The carrier bashing reverberated throughout the Broward County, Fla., convention center. A panel of air, rail, ocean, and truck shippers, surrounded by a group of 60 or so highly sympathetic and frustrated shipper brethren, yesterday took the collective carrier universe to the woodshed for any number of infractions, legitimate or otherwise.
The panel, presenting at the National Industrial Transportation League's annual meeting in Fort Lauderdale, Fla., bemoaned the capacity shortages that have struck every mode. It also sharply criticized carriers for inefficient, unreliable, and inconsistent service that they said only continues to worsen.
Elton Poisler, DuPont Co.'s international logistics manager for ocean transportation, said the company, which uses ocean services mostly for export traffic, regularly manages "from a crisis perspective." Between domestic infrastructure problems—half of DuPont's exports originate at inland port locations—and the well-documented problems at gateway ports across the country—DuPont is seeing a steady decline in carrier service and reliability, Poisler said. On some lanes, on-time delivery rates exceed 90 percent, on others it has been as low as 58 percent, he said.
Advanced information systems would help the cause, but most carriers are not boosting their use of technology, Poisler said.
Paul Newbourne, senior vice president for operations at Armada Supply Chain Solutions, a third-party logistics provider (3PL) with a strong niche in the restaurant business, said a shortage of qualified commercial truck drivers is making life difficult for shippers and their providers. The driver shortage that was initially and most keenly felt in the truckload business has spread to the dedicated and less-than-truckload (LTL) segments, Newbourne said. Shippers are increasingly arranging for shipping dates further out in the future to improve their chances of getting a rig and a driver, he said.
Shippers who for years were accustomed to capacity assurance are finding that, unless they tender their carriers' profitable freight, they may not have access to a truck. If they do, they will be paying far more than they have in the past, Newbourne said. He told a story of a trucker seeking to shed an unattractive shipper by notifying the customer that it would only haul the freight in return for a 40-percent rate increase. The shipper readily agreed, Newbourne said.
On the rail side, Randy Brown, vice president for transportation logistics, North America, for agricultural and food service giant Cargill, said rail carriers are giving the red-hot crude-by-rail higher priority than intermodal and carload traffic, a decision that has been a source of chagrin for all nonenergy shippers. He said major railroads have been slow to hire and train crews, even thought the process takes about a year before crews are sufficiently qualified to be productive. Brown singled out eastern rail company Norfolk Southern Corp. as the chief offender in this area. He also said the congestion problems in Chicago, the nation's main rail hub which serves six North American Class I carriers, is a "25- to 50-year problem that will never get fixed."

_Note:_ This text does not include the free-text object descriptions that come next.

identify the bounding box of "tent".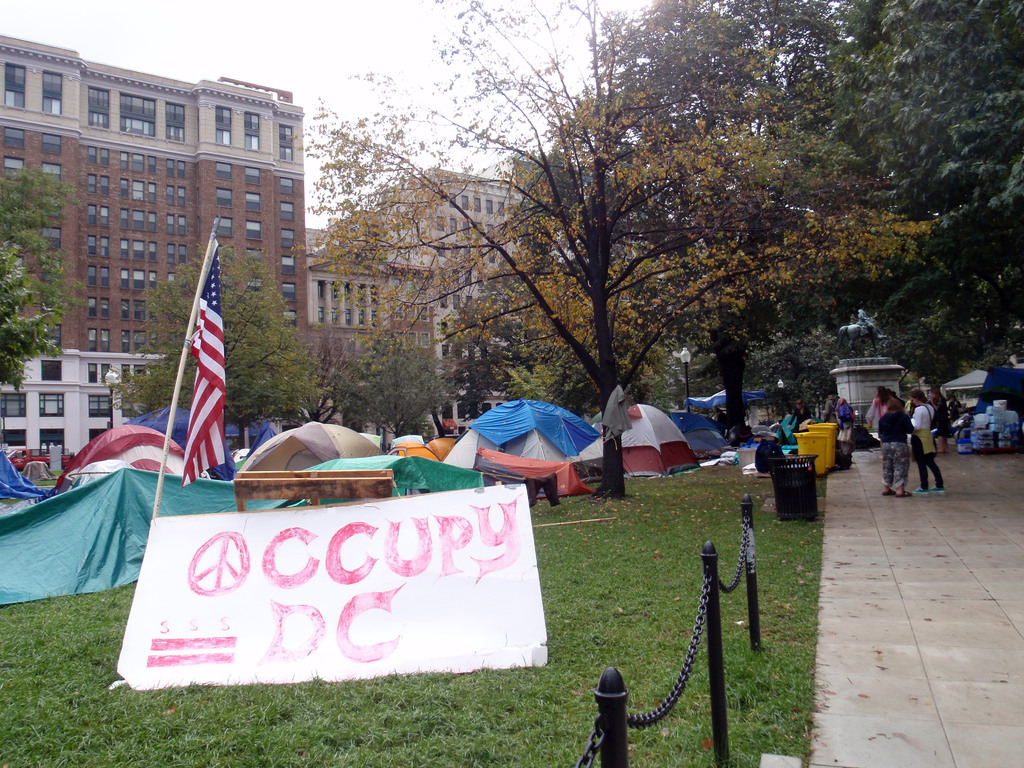
{"x1": 243, "y1": 417, "x2": 383, "y2": 470}.
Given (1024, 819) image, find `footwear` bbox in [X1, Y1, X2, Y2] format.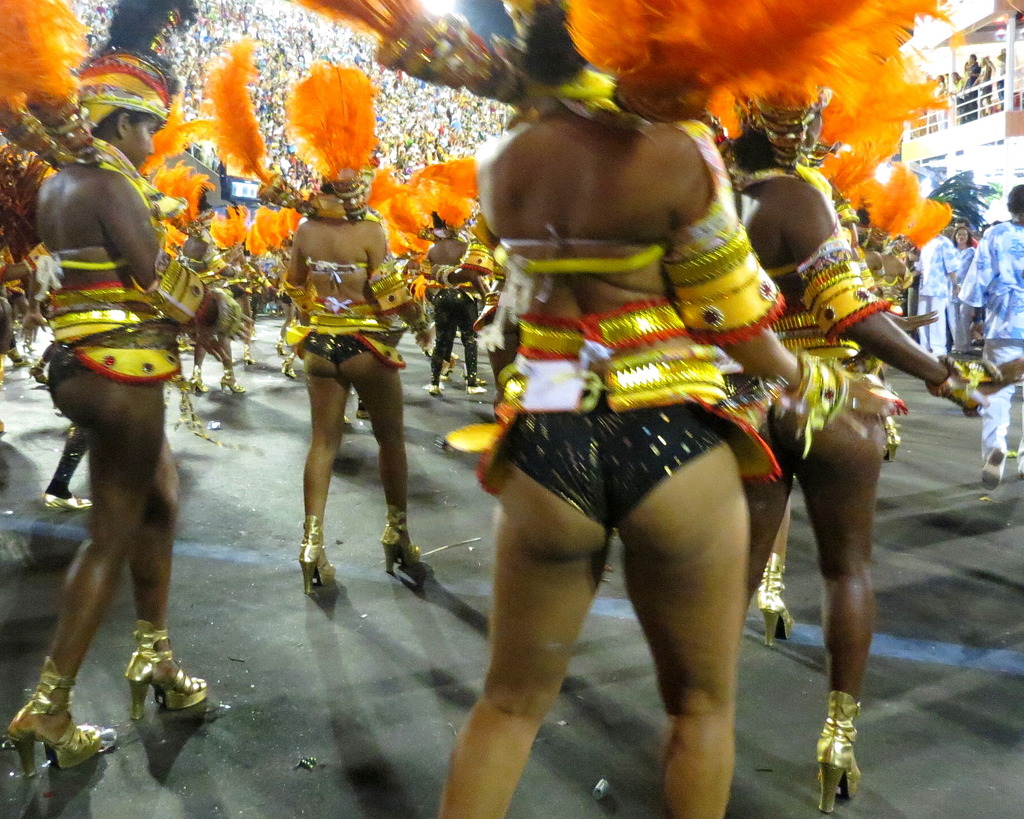
[298, 512, 343, 603].
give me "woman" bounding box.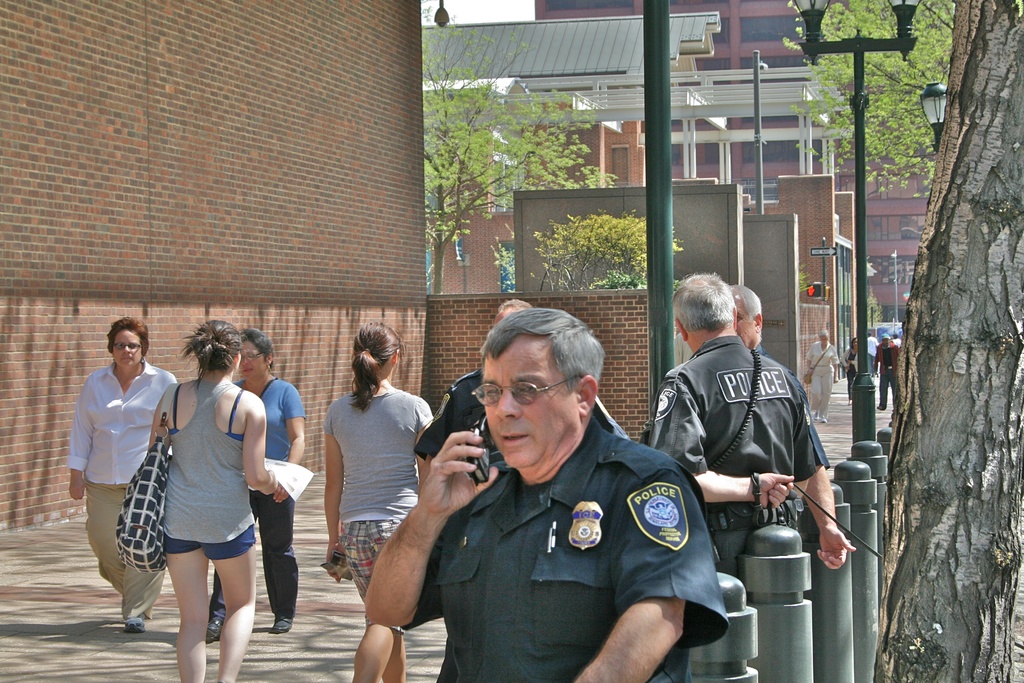
BBox(842, 338, 858, 406).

Brown said carload traffic is currently approaching 2006-07 levels, the last period of very strong demand. Unfortunately, today's rail network, beset all year by congestion problems that began before the terrible winter weather that paralyzed large chunks of the network, is at the "breaking point," he said. Brown said anywhere near a repeat of last winter's conditions would be close to apocalyptic for the rail system.
The shipper panel didn't blame absolutely everything on the carriers. They acknowledged that they could do a more accurate job of forecasting and communicating freight demand, noting that a part of today's problem stem from underestimating demand trends. They all said that carriers are doing a better job of listening to shippers and that dialogues have become more productive.
Newbourne of Armada said discussions among his company, shippers, and carriers have helped reduce the amount of time a driver has to wait at a shipper dock or terminal to either load or unload freight. Two years ago, the driver dwell time stood, on average, at 89 minutes. Today, it is down to 61 or 62 minutes, he said.